In preparation for Women's Day, fellow team member Robin Baker wrote a guest blog post for Flower Talk. Enjoy her perspective on this holiday, which is coming up Saturday, March 8th.
Mount
Blackburn, at the heart of the Wrangell Mountains in Alaska, stands at an impressive
16,390 feet. I could see its summit from the toe of the Kennecott Glacier over
20 miles away. I was sitting among the wildflowers in front of the lodge where I’d been
working for the summer. The peak, the fifth highest in the United States, was first
summited by a woman, Dora Keen, on May 19 in 1912, eight years before the
passing of the Nineteenth Amendment which granted women the right to vote.
Sitting in
the dusky Alaskan sun of late summer, I couldn’t help but be humbled by women
like Dora Keen, Susan B Anthony, Elizabeth Cady Stanton, and the countless
others who paved the way for the women of today. These women and many around me
today, remind me not to limit myself to set ideas about what I can or cannot do
based on my gender.
Mount Blackburn is the snow covered peak on the left. |
We’ve come a long way. If I want to work for a
multimillion dollar company, I can. If I want to be a CEO, I can. If I want to
be an outdoor guide and summit 16,000 foot peaks, I can. If I want to be an
engineer, plumber, doctor, artist, teacher, mechanic…I can. I can choose if,
when and whom I want to marry and if and when I have children—a right some in
the world are still fighting for.
All that effort, the step-by-step struggle Dora Keen took to reach the summit of
Blackburn and the years of fighting and hard work by women like Susan B. Anthony bring us to where we are today. We are not quite at the summit, we are still en route. However, this is something worth celebrating.
Remembering
this, I turned my attention from the distant summit of the mountain to the
flowers growing beside me on the hillside. I was then sweetly reminded that it
took many small details to make up the breathtaking landscape I was enjoying.

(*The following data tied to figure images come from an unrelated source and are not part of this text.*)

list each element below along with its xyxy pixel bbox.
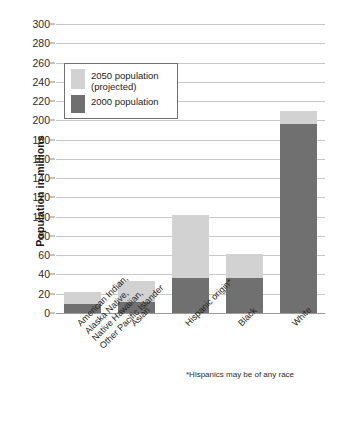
y-tick-label-80: 80 [38,230,50,242]
chart-legend: 2050 population (projected) 2000 populat… [64,63,178,119]
y-tick-mark-280 [50,43,55,44]
population-bar-chart: Population in millions 02040608010012014… [0,0,345,433]
y-tick-mark-260 [50,62,55,63]
y-tick-label-220: 220 [32,95,50,107]
legend-item-current: 2000 population [71,95,171,113]
y-tick-label-160: 160 [32,153,50,165]
y-tick-mark-160 [50,158,55,159]
y-tick-label-20: 20 [38,288,50,300]
y-tick-label-260: 260 [32,57,50,69]
y-tick-label-140: 140 [32,172,50,184]
y-tick-mark-140 [50,178,55,179]
y-tick-mark-20 [50,293,55,294]
y-tick-label-0: 0 [44,307,50,319]
y-tick-mark-120 [50,197,55,198]
y-tick-label-200: 200 [32,114,50,126]
y-tick-label-280: 280 [32,37,50,49]
legend-item-projected: 2050 population (projected) [71,69,171,92]
y-tick-mark-80 [50,235,55,236]
y-tick-label-180: 180 [32,134,50,146]
legend-swatch-projected-icon [71,69,85,89]
y-tick-label-40: 40 [38,268,50,280]
legend-swatch-current-icon [71,95,85,113]
y-tick-label-60: 60 [38,249,50,261]
y-tick-mark-0 [50,313,55,314]
legend-label-projected: 2050 population (projected) [91,69,159,92]
y-tick-mark-60 [50,255,55,256]
legend-label-projected-line-2: (projected) [91,81,159,92]
legend-label-current: 2000 population [91,95,159,107]
y-tick-mark-240 [50,81,55,82]
y-tick-label-100: 100 [32,211,50,223]
y-tick-mark-200 [50,120,55,121]
y-tick-mark-100 [50,216,55,217]
y-tick-label-300: 300 [32,18,50,30]
bar-segment-current [280,124,317,313]
bar-group [172,215,209,313]
y-tick-label-240: 240 [32,76,50,88]
bar-group [280,111,317,313]
y-tick-mark-180 [50,139,55,140]
footnote: *Hispanics may be of any race [186,370,294,379]
y-tick-mark-220 [50,101,55,102]
legend-label-projected-line-1: 2050 population [91,70,159,81]
y-tick-mark-300 [50,24,55,25]
y-tick-mark-40 [50,274,55,275]
y-tick-label-120: 120 [32,191,50,203]
legend-label-current-line-1: 2000 population [91,96,159,107]
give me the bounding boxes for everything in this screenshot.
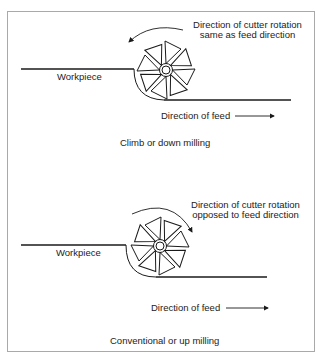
- caption-climb-milling: Climb or down milling: [120, 138, 210, 148]
- rotation-label-line2: opposed to feed direction: [178, 210, 313, 220]
- workpiece-label: Workpiece: [56, 248, 101, 258]
- rotation-label: Direction of cutter rotation opposed to …: [178, 200, 313, 220]
- rotation-arrow-ccw-icon: [129, 28, 183, 42]
- cut-path-arc: [126, 245, 156, 277]
- milling-cutter-icon: [135, 39, 197, 101]
- conventional-milling-panel: [21, 208, 268, 308]
- milling-cutter-icon: [129, 215, 191, 277]
- workpiece-label: Workpiece: [57, 72, 102, 82]
- rotation-label: Direction of cutter rotation same as fee…: [180, 20, 315, 40]
- feed-label: Direction of feed: [151, 303, 220, 313]
- rotation-label-line2: same as feed direction: [180, 30, 315, 40]
- caption-conventional-milling: Conventional or up milling: [110, 336, 219, 346]
- feed-label: Direction of feed: [161, 111, 230, 121]
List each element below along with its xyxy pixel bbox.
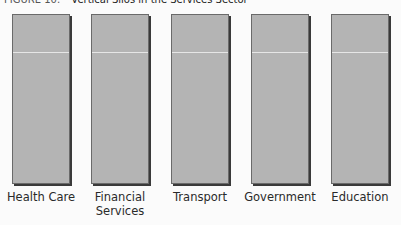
silo-label: Education bbox=[320, 190, 400, 204]
caption-title: Vertical Silos in the Services Sector bbox=[71, 0, 247, 5]
silo-box bbox=[251, 14, 309, 184]
silo-label: Health Care bbox=[1, 190, 81, 204]
silo-label: Financial Services bbox=[90, 190, 150, 218]
silo-label: Transport bbox=[160, 190, 240, 204]
caption-number: FIGURE 10. bbox=[4, 0, 60, 5]
silo-label: Government bbox=[240, 190, 320, 204]
silo-box bbox=[91, 14, 149, 184]
silo-box bbox=[12, 14, 70, 184]
silo-box bbox=[171, 14, 229, 184]
silo-box bbox=[331, 14, 389, 184]
figure-caption: FIGURE 10. Vertical Silos in the Service… bbox=[4, 0, 248, 5]
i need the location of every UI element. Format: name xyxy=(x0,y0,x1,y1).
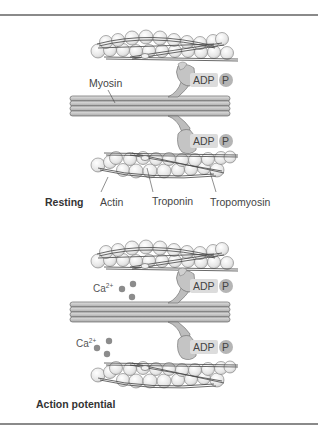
calcium-symbol: Ca xyxy=(76,338,89,349)
adp-label: ADP xyxy=(193,74,215,86)
phosphate-label: P xyxy=(222,135,229,147)
adp-label: ADP xyxy=(193,280,215,292)
panel-title-resting: Resting xyxy=(45,196,84,208)
calcium-charge: 2+ xyxy=(89,337,96,344)
panel-title-action-potential: Action potential xyxy=(36,398,115,410)
myosin-label: Myosin xyxy=(89,77,122,89)
phosphate-label: P xyxy=(222,280,229,292)
phosphate-label: P xyxy=(222,341,229,353)
sarcomere-diagram xyxy=(0,0,318,437)
calcium-label: Ca2+ xyxy=(76,337,96,349)
tropomyosin-label: Tropomyosin xyxy=(210,196,270,208)
calcium-symbol: Ca xyxy=(93,283,106,294)
action-potential-panel xyxy=(70,240,238,388)
troponin-label: Troponin xyxy=(152,195,193,207)
phosphate-label: P xyxy=(222,74,229,86)
resting-panel xyxy=(70,30,238,192)
calcium-label: Ca2+ xyxy=(93,282,113,294)
adp-label: ADP xyxy=(193,341,215,353)
calcium-charge: 2+ xyxy=(106,282,113,289)
adp-label: ADP xyxy=(193,135,215,147)
actin-label: Actin xyxy=(100,196,123,208)
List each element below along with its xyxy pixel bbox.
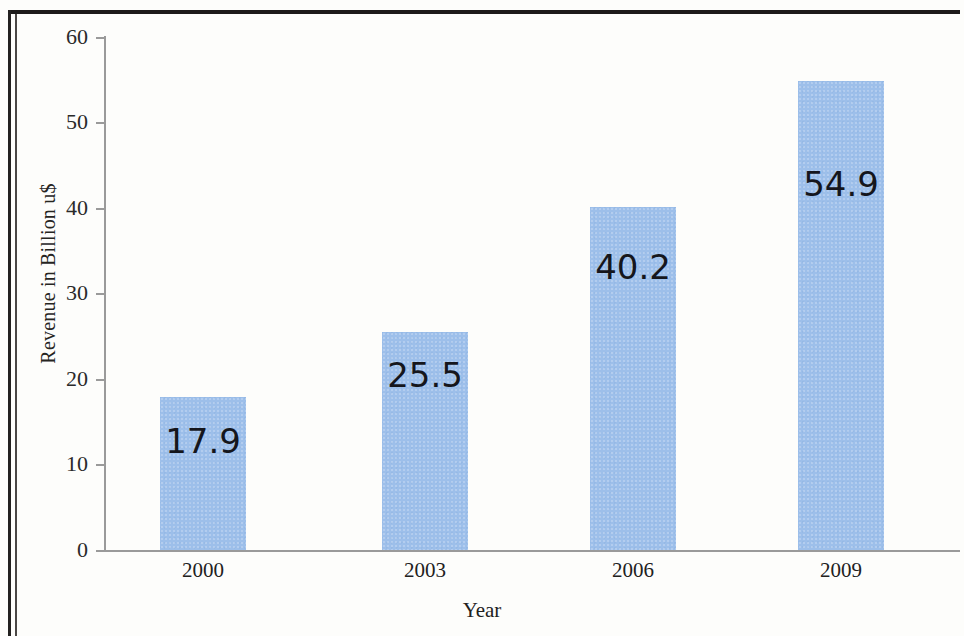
bar-label-2000: 17.9 (160, 424, 246, 458)
y-tick-label-50: 50 (44, 111, 88, 133)
y-tick-40 (96, 208, 105, 210)
y-tick-60 (96, 37, 105, 39)
y-tick-10 (96, 464, 105, 466)
bar-2000 (160, 397, 246, 550)
bar-label-2003: 25.5 (382, 358, 468, 392)
bar-label-2009: 54.9 (798, 167, 884, 201)
x-tick-label-2009: 2009 (781, 560, 901, 581)
y-tick-30 (96, 293, 105, 295)
y-axis-title: Revenue in Billion u$ (37, 154, 60, 394)
y-tick-50 (96, 122, 105, 124)
x-tick-label-2006: 2006 (573, 560, 693, 581)
plot-area: 60 50 40 30 20 10 0 Revenue in Billion u… (0, 0, 964, 636)
bar-label-2006: 40.2 (590, 250, 676, 284)
y-tick-20 (96, 379, 105, 381)
y-tick-label-60: 60 (44, 26, 88, 48)
y-tick-label-10: 10 (44, 453, 88, 475)
x-axis-line (104, 550, 960, 552)
chart-figure: 60 50 40 30 20 10 0 Revenue in Billion u… (0, 0, 964, 636)
y-tick-label-0: 0 (44, 539, 88, 561)
x-tick-label-2003: 2003 (365, 560, 485, 581)
bar-2009 (798, 81, 884, 550)
x-tick-label-2000: 2000 (143, 560, 263, 581)
x-axis-title: Year (0, 598, 964, 623)
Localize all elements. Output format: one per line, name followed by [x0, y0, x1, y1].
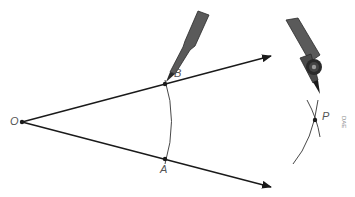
compass-pencil-icon [166, 11, 209, 82]
point-O [20, 120, 24, 124]
label-P: P [322, 110, 329, 122]
diagram-canvas [0, 0, 355, 197]
label-O: O [10, 115, 19, 127]
label-A: A [160, 163, 167, 175]
point-A [163, 157, 167, 161]
compass-hinge-icon [286, 18, 322, 94]
ray-OB [22, 56, 271, 122]
label-B: B [174, 67, 181, 79]
point-B [163, 82, 167, 86]
ray-OA [22, 122, 271, 187]
arc-near-P-large [293, 100, 318, 164]
point-P [313, 118, 317, 122]
figure-code: DAE [341, 116, 347, 128]
angle-construction-diagram: O B A P DAE [0, 0, 355, 197]
arc-AB [165, 80, 172, 164]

The height of a mountain cannot dwarf the beauty of a resilient wild Alaskan
flower. Instead, they work together to create a world of color that offers a
myriad of tactile pleasures to enjoy.
That’s why,
this Women’s Day, I’ll be honoring and celebrating the women in my life by
giving them flowers. Flowers remind us to slow down, appreciate the hard work
and intricacy of beauty and growth that comes in all shapes and sizes.
-Robin Baker
In keeping with Sun Valley's Guiding Principle #3, "Inspire others and always keep learning", Robin also volunteers on the Board of the Emma Center, whose mission is to provide long term, integrated healing services in a safe, empowering environment for any woman who has experienced trauma.